Over the last couple of weeks, a business trip too me across 4 time zones / 10 flights / 9 cities in a period of 2 weeks. I have to mention to you an air hostess experience on one of these flights –

A passenger seated next to me was asleep when the air hostess made the “beginning decent – buckle up” announcement. In a few minutes, an air hostess walks up, wakes up my neighbour & tells to buckle up as already announced. Just as he was buckling up, he is curtly told that the announcement also asked passengers to straighten the seats.

A couple of days later, I was on the same airline & came across another similar incident.

This time an air hostess walks up, apologetically wakes up the passenger. Requests him to buckle up & straighten the seat. When the passenger forgot to straighten the seat, the same air hostess returns to courteously requests him to straighten the seat again. She quickly adds that some of the seats have a problem of tilting on their own at times.

Which customer experience do you think will result in the customer having a positive feeling about the airline?
Factually, the air hostess in the first case might be correct. But does anyone want to be reminded about it?
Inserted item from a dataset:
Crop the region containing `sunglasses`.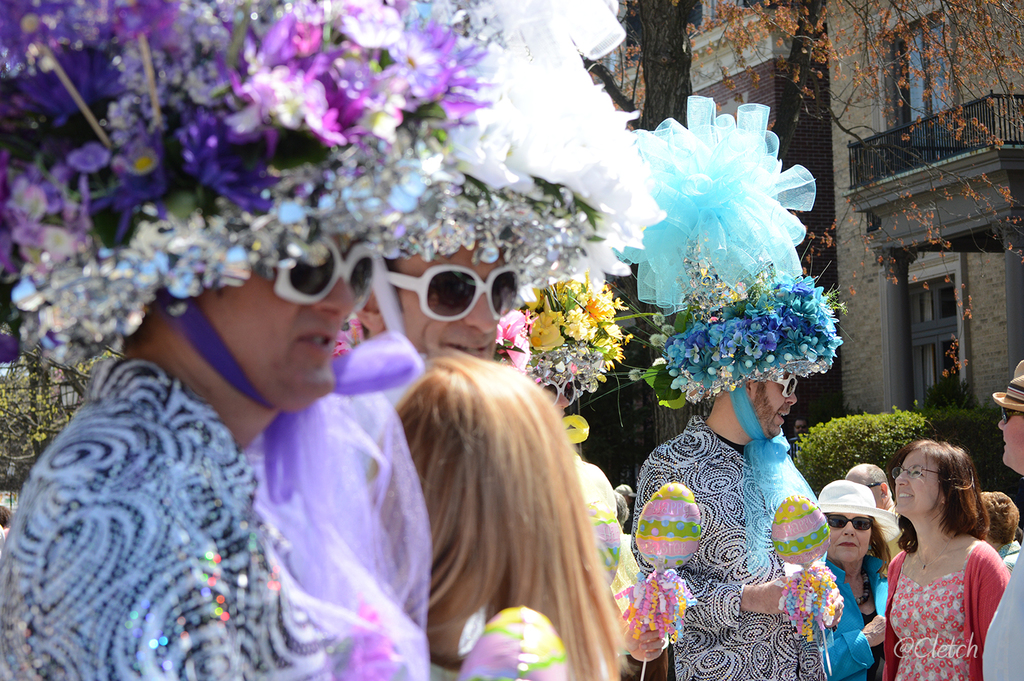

How many of us are purely rational?

BW Customer Service Champs

Business Week has recently released its annual list of customer service champions.
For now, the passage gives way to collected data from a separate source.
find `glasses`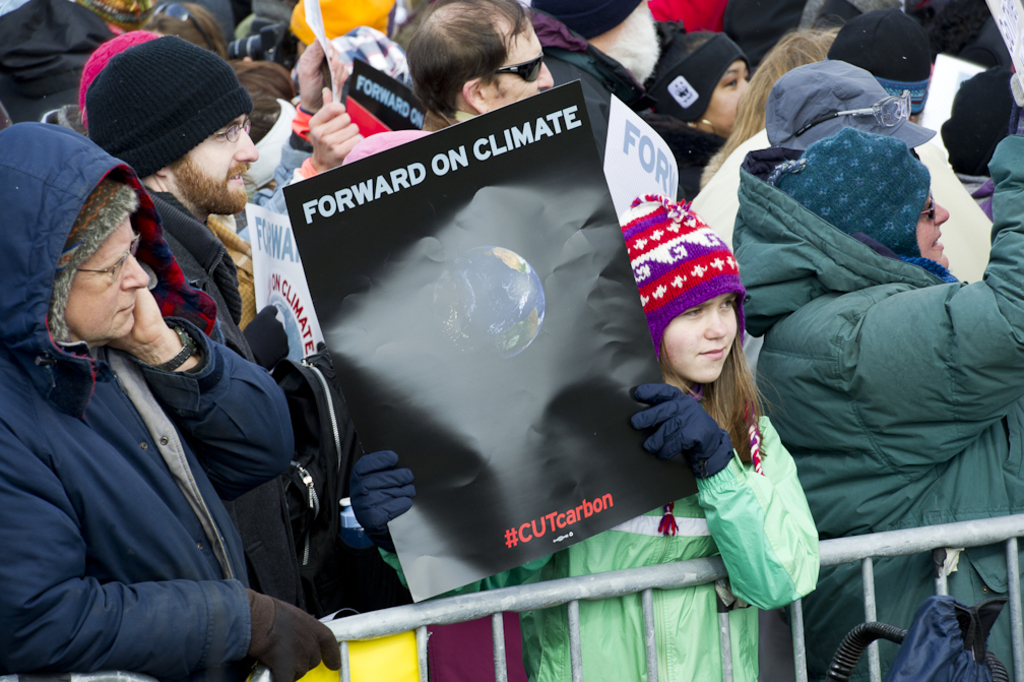
Rect(211, 114, 256, 144)
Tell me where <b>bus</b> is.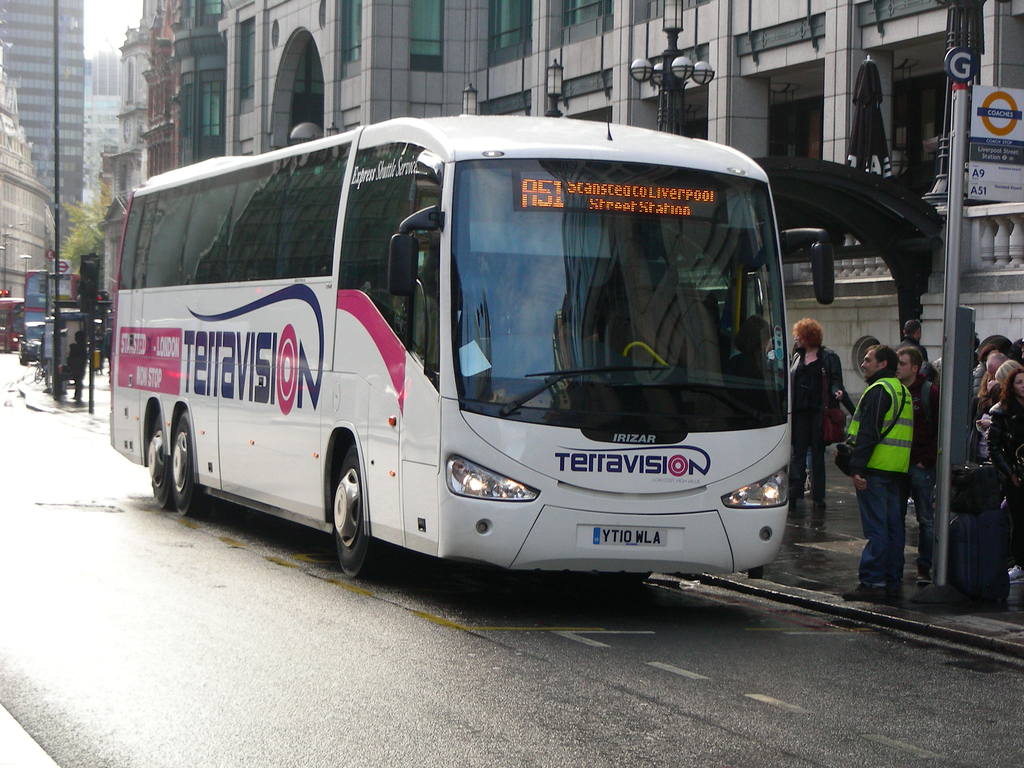
<b>bus</b> is at (102,108,799,587).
Some of my notes & observations –
  • The list is dominated by car manufacturers & hotels.
  • When anyone mentions car rentals – Hertz is the first name that comes to most people’s minds. But Enterprise seems to be ahead in quite a few lists – including this one.
  • Some adopted tips & tricks – 24 hour service chat on the web; freebies – especially car servicing; happy employees leading to superior service; focus on customer’s overall experience; involvement of the top execs; etc.

Even Goliath embraces customer centricity

In this CNET article, Tom Krazit explains how Intel is turning a new page (a page out of its competitors strategy book) & becoming more customer centric. Even the behemoth recognizes the need to be customer centric.

You would think Intel with its market share & clout can push its way through. Pushing did work for a while, but then things changed – competitively & in their customers’ markets. Intel is now going out of its way to understand how it can help its customers win by differentiating themselves.

It becomes interesting when you realize that the PC manufacturers are all trying to differentiate themselves using the same chip maker – Intel. What a position to be in – partneirng with all players in the PC market & helping them all compete against one another – whichever PC maker wins, Intel always wins.

Is being customer centric altruistic?

Often qualities of altruism, sacrifice and benevolance are associated with customer centricity. The common perception is that being customer centric is tantamount to accepting a win-loose (the customer centric organization loosing to the customer) strategy. Best left to the realms of business idealism?

Being customer centric means that the supplier organization is sensitized to the world of its customers. What are their business challenges? What does it take to succeed in that world? What is my customer’s strategy? What adds value to my customer or their customers? Basically – the abiliy to get into our customers shoes.
Isn’t this something we see in a ot of successful people around us.